Track your habits and goals. Visual measures like cross-marks which you make in the calendar when you perform a habit itself can acts as a reward and help you to stick to a habit daily. Whenever possible, automate the measurement. Manual tracking should be limited only to your most important habits. Record a habit immediately after it occurs. A pitfall of using measures is when the measure becomes a target, it ceases to be a good measure. Along with looking at measure, also look at the intangible benefits which you observe.

You can use an accountability partner - a friend or spouse to keep you accountable on a good habit. Create a habit contract - a written or verbal agreement with your accountability partner.

Genes influence everyting from the number of hours you spend watching television to your response for stress. Genes create area of opportunity where we can excel. Choose the right field of competition to maximize your odds of success. Take a personality test and choose habits that work for your personality.

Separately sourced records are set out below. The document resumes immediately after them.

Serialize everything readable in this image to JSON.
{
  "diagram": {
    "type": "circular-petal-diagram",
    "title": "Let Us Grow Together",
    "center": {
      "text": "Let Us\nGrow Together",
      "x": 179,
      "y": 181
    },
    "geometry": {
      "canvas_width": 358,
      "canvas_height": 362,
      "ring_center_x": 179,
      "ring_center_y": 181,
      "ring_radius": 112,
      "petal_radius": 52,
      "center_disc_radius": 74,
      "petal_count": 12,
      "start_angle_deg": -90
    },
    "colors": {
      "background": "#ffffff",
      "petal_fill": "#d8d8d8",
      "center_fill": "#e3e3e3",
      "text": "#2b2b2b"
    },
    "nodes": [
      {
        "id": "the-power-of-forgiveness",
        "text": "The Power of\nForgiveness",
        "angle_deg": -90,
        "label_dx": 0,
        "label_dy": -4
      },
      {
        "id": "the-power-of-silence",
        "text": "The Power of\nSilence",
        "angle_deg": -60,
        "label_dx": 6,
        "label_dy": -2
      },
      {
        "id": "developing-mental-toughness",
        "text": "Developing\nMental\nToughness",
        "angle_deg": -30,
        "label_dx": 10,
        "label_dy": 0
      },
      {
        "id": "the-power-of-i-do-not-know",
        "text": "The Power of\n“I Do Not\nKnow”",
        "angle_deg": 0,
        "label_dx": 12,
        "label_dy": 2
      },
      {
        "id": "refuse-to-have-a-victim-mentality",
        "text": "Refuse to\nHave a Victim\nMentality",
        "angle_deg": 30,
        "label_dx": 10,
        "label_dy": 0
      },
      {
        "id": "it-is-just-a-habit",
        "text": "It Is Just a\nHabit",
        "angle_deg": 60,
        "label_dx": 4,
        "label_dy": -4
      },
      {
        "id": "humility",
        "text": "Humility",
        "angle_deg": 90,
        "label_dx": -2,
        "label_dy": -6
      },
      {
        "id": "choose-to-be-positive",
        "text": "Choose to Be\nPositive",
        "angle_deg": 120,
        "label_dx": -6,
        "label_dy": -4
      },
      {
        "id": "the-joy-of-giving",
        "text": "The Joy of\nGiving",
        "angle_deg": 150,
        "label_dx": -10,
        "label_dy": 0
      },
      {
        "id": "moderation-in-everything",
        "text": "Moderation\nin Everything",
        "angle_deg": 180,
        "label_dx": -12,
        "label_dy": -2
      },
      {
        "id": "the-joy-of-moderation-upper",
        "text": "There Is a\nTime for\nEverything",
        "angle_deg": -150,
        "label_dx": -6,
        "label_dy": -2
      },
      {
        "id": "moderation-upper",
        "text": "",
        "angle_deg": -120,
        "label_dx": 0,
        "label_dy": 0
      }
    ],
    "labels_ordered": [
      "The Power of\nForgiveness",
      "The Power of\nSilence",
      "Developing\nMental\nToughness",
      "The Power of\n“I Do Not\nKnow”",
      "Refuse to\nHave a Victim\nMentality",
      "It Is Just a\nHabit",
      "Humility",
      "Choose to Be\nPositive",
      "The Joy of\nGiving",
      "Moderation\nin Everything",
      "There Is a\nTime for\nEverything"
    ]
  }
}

Ask the following questions to pick habits:

Make the task just enough difficult to get through. This is known as Goldilocks zone. If the task is too difficult, we struggle. If the task is too easy, we do it in autocompletion mode and we don't improve skills. Choose a task which is just enough hard and you will advance in small ways.

At some point, you get bored over training every day. Mastery requires practice. Start loving boredom and stick to practice in any mood.

When you reach good-enough state, you stop improving as you start doing the habit without thinking. It leads to a plateau. Review your performance and make adjustments. You need deliberate practice - constantly stretching your skills to improve and to become the elite.